I remember Founders Pledge saying something about this before, they work with a lot of startup founders so they often take the existing priorities of people peripheral to EA as given. They have other cause reports like this.
Just to clarify, at FP we don’t take existing priorities/preferences as a given, but we of course do take them into account to some extent when making recommendations (if only because otherwise nobody would follow those recommendations!). We currently use something called the value-discovery approach, which is about asking members about the underlying values driving their preferences (e.g. do you care about people living in the future?), and then making cause/charity recommendations based on those rather than on cause/charity preferences themselves. We also spend quite some time on educating our community on EA/effective giving principles, e.g. this is a main focus of our Programmes team.
I remember Founders Pledge saying something about this before, they work with a lot of startup founders so they often take the existing priorities of people peripheral to EA as given. They have other cause reports like this.
Just to clarify, at FP we don’t take existing priorities/preferences as a given, but we of course do take them into account to some extent when making recommendations (if only because otherwise nobody would follow those recommendations!). We currently use something called the value-discovery approach, which is about asking members about the underlying values driving their preferences (e.g. do you care about people living in the future?), and then making cause/charity recommendations based on those rather than on cause/charity preferences themselves. We also spend quite some time on educating our community on EA/effective giving principles, e.g. this is a main focus of our Programmes team.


**TASK DETAILS**
Transcribe these records exactly, dropping every picture.

**MATERIAL FOR THIS TASK**
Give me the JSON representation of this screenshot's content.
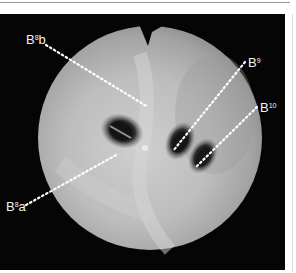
{
  "figure": {
    "labels": [
      {
        "id": "b8b",
        "base": "B",
        "sup": "8",
        "suffix": "b"
      },
      {
        "id": "b9",
        "base": "B",
        "sup": "9",
        "suffix": ""
      },
      {
        "id": "b10",
        "base": "B",
        "sup": "10",
        "suffix": ""
      },
      {
        "id": "b8a",
        "base": "B",
        "sup": "8",
        "suffix": "a"
      }
    ]
  },
  "colors": {
    "background": "#050505",
    "mucosa_light": "#d9d9d9",
    "mucosa_mid": "#a8a8a8",
    "lumen_dark": "#1a1a1a",
    "label": "#f2f2f2"
  }
}
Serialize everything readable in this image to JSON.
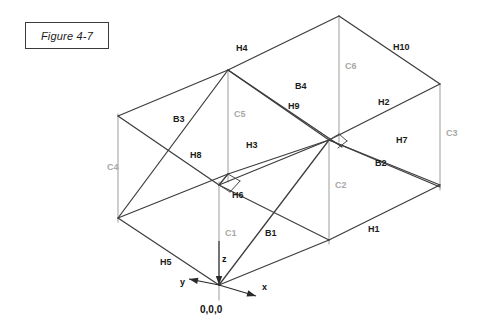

**EXERCISE SOLUTION**
Give me the JSON representation of this screenshot's content.
{
  "figure": {
    "labels": [
      {
        "id": "b8b",
        "base": "B",
        "sup": "8",
        "suffix": "b"
      },
      {
        "id": "b9",
        "base": "B",
        "sup": "9",
        "suffix": ""
      },
      {
        "id": "b10",
        "base": "B",
        "sup": "10",
        "suffix": ""
      },
      {
        "id": "b8a",
        "base": "B",
        "sup": "8",
        "suffix": "a"
      }
    ]
  },
  "colors": {
    "background": "#050505",
    "mucosa_light": "#d9d9d9",
    "mucosa_mid": "#a8a8a8",
    "lumen_dark": "#1a1a1a",
    "label": "#f2f2f2"
  }
}
Serialize everything readable in this image to JSON.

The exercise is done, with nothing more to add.